Natalie Frisinger
Lia Halloran
Advanced Painting
Project 4:
Collaboration
For this collaborative project I
partnered with Lily Standberg and Maddi Lucas from our painting class. As our
collaborator outside of the art field, we selected (randomly) an acting major
named Taylor Owen. Finally as our ‘collaborator’ from art history, we selected
to channel Yves Klein. Furthering our art historical influence (Dada art
trends), and seeing that we were a group of three artists, we decided that our
final product would be 3 separately made piece of work that would then come
together in an exquisite corpse, thus dismantling the authorship that was put
into the original expression. Although our method visually referenced the
essence of the exquisite corpse, it attempted to transform the idea of creating
a whole without knowing what the other parts might be, to one where all the
parts are seen by the artists, and only then are they deconstructed.
In
incorporating our historical referencing of Yves Klein, we decided that our
works would take the form of body impressions, done in Yves Klein patented
blue.
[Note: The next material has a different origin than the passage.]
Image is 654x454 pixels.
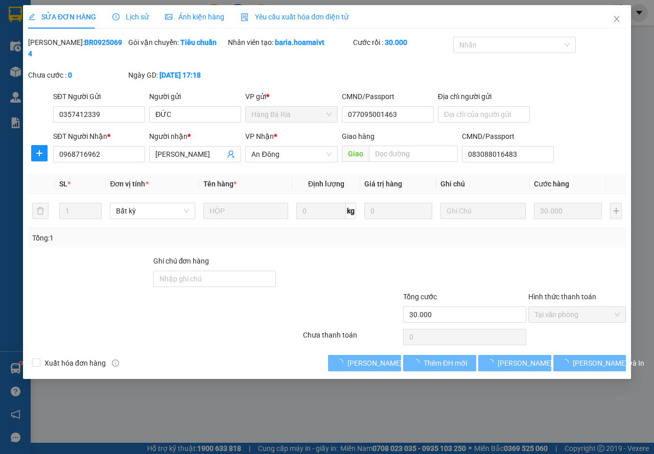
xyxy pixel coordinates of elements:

The act of creating prints of our
own bodies was one that, in and of itself, completely uproots the ideas
behind Klein’s famous anthropometries, using
the bodies of women pressed against canvases, walls and sometimes even
dragged around by the artist to create indexical marks. This highly
performative act was one, which brought up the questions of the essence of
painting and its depiction as an extremely physical act. Thus, Klein’s pieces
questioned not only the authorship of art but also the expression of feminine
form through male authorship.
Finally, we
asked our third party (person from a different discipline) to give us a
specific yoga pose that we would all replicate in our prints. Ironically, she
selected the corpse pose, where one lays on one’s back with their arms and legs
straight. This was great as it played with Klein’s ideas of the physicality of
painting by replicating his prints with an extremely static position. In
addition, by creating our prints using only the backsides of our bodies, the
finished product triggered dialogue about the passive role of females in
Klein’s work- following his orders and sometimes getting dragged around.